Sauk Valley

This psychologist claims Google search results unfairly steer voters to the left. Conservatives love him

WASHINGTON – The idea that Google is subtly pushing masses of voters to the left has the ring of conspiracy, and thus the work of Robert Epstein is warmly embraced by conservative lawmakers – as well as a president – convinced big tech is plotting against them.

Yet even many scholars who think the San Diego-based psychologist is wrong about the political impact of search engines – he believes bias built in to Google’s processes could have cost Republicans three California congressional districts in the last election – have started paying attention to his detailed work on how voters respond to tens of thousands of search results.

At a moment when misinformation about search engines and social media bias is rampant, with both the left and the right amplifying unsupported claims, Epstein is asking the right questions, they say, about the unseen power of algorithms and how little most Americans understand about the way they work.

The saga of the persistent San Diego psychologist versus the tech giant is a long-running one, full of twists. As Big Data shapes our opinions in ways scholars are only beginning to comprehend, his work has increasingly caught attention.

“The larger issue he is looking at is extremely important,” said Ramesh Srinivasan, a professor of information studies at UCLA who focuses on the relationships between technology and politics. Srinivasan voices skepticism about Epstein’s conclusion that the GOP is being victimized, but argues scholars need to look more deeply at how search engines can shape the views of those who use them.

“We turn to these efficient technologies to do almost everything these days without knowing why we see what we see from them, or what data is collected about us and how it is being used,” he said.

Epstein, a former Psychology Today editor in chief who runs a nonprofit institute in California, calls the phenomenon he has explored the Search Engine Manipulation Effect.

“These are new forms of manipulation people can’t see,” he said. The technologies “can have an enormous impact on voters who are undecided. … People have no awareness the influence is being exerted.”

Google dismisses his research as the work of a misguided amateur. Company Chief Executive Sundar Pichai said at a House Judiciary Committee hearing in December that Google had investigated Epstein’s findings and found his methodology flawed.

Company officials, while declining to comment about Epstein on the record, offered background material asserting that their algorithms are politically blind and respond to searches with news content based on its timeliness, relevance and authoritativeness.

In his latest study, which he plans to present in April at the 99th annual meeting of the Western Psychological Association, in Pasadena, Epstein tracked 47,300 searches by dozens of undecided voters in the districts of newly elected Democratic Reps. Katie Porter, Harley Rouda and Mike Levin.

Mainstream outlets, including the Los Angeles Times and the New York Times, dominated the Google search results. By contrast, searches conducted on Yahoo and Bing more often showcased links from deeply conservative outfits such at Breitbart.

Using a model he developed to gauge the subliminal impact of what he sees as tilted search results, Epstein projected 35,455 voters who were on the fence were persuaded to vote for a Democrat entirely because of the sources Google fed them.

That conclusion is subject to much dispute. Safiya Noble, a UCLA professor and author of “Algorithms of Oppression: How Search Engines Reinforce Racism,” is troubled by Epstein’s argument that search engines ought to counter-balance the content of large, well-resourced and highly trained newsrooms with “disinformation sites” and “propaganda outlets.”

Srinivasan thinks Epstein may exaggerate how many undecided voters use Google to help decide how to cast ballots.

Google executives, for their part, argue it would be corporate suicide to use their influence over voters to sway elections.

But many analysts say that is not the point. Even if Epstein is wrong about the impact of Google’s searches, the real issue, they say, is how little people know about the ways that the company’s algorithms manipulate what users see. Google engineers design their algorithms for a host of reasons – mostly related to boosting profits – and users just accept the top links as the most trustworthy and authoritative information on a topic.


WHAT TO DO
Which lines of the entries hold the string "five"? Copy each one.

Excerpts from a figure dataset:
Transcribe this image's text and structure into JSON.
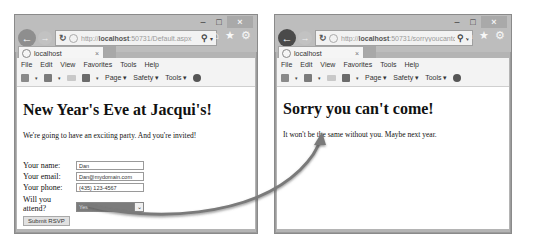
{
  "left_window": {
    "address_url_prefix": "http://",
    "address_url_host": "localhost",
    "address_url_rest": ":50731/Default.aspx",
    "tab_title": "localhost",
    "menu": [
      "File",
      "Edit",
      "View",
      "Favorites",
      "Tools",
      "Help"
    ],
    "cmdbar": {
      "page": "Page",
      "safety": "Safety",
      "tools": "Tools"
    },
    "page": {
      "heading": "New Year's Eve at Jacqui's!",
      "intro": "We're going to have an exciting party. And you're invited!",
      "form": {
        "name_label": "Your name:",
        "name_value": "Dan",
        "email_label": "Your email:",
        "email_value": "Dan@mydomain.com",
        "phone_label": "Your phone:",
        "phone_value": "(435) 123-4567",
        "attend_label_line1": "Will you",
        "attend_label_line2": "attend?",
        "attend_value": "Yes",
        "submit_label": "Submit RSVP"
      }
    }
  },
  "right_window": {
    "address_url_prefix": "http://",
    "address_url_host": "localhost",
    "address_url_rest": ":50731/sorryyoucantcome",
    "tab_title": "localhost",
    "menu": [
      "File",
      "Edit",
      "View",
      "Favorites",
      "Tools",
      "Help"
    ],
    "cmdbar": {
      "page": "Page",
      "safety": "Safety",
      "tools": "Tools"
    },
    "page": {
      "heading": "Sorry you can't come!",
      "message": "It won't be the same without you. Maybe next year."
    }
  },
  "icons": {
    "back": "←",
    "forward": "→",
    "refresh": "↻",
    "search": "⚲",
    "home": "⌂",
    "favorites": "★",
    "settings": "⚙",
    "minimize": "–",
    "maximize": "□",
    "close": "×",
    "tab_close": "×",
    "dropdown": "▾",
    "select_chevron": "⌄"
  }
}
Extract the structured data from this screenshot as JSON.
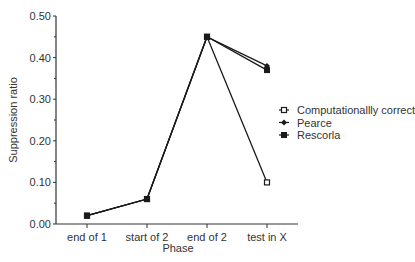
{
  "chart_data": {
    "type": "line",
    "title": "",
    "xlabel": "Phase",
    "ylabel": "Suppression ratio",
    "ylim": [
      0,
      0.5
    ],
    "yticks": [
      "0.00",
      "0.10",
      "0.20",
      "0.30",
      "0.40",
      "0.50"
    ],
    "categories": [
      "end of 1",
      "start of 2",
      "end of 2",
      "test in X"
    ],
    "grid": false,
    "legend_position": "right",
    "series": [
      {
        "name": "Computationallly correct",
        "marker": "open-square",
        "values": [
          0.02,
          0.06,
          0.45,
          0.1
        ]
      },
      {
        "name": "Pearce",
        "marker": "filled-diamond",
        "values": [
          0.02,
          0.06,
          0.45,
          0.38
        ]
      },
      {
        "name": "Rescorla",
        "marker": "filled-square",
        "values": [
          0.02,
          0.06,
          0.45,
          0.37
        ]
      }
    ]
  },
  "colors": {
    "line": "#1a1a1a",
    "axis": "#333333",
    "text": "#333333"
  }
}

==

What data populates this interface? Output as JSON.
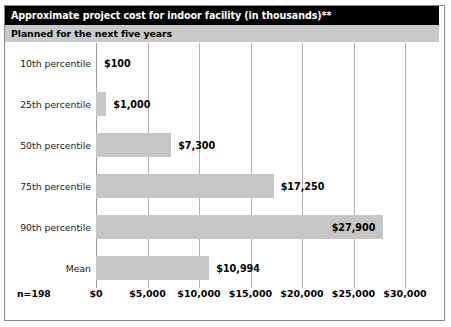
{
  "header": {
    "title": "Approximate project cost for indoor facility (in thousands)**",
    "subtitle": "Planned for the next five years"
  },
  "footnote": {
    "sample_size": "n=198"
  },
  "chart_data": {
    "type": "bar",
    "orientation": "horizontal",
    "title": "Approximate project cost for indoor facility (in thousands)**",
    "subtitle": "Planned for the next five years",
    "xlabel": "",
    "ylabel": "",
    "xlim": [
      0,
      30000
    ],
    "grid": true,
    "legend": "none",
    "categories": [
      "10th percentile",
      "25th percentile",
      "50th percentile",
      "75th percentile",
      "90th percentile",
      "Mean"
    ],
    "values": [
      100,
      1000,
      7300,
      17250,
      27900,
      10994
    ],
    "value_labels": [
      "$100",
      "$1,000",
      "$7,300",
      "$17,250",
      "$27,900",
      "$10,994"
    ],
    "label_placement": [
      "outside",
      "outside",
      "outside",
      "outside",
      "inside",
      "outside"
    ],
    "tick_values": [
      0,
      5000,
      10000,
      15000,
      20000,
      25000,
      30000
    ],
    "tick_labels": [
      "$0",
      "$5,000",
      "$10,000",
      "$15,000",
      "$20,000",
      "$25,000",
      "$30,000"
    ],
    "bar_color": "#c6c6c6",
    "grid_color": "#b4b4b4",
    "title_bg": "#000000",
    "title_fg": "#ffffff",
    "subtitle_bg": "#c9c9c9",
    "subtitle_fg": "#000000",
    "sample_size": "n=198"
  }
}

OUTPUT OF THE EXERCISE
    "subtitle": "Planned for the next five years"
    "subtitle": "Planned for the next five years",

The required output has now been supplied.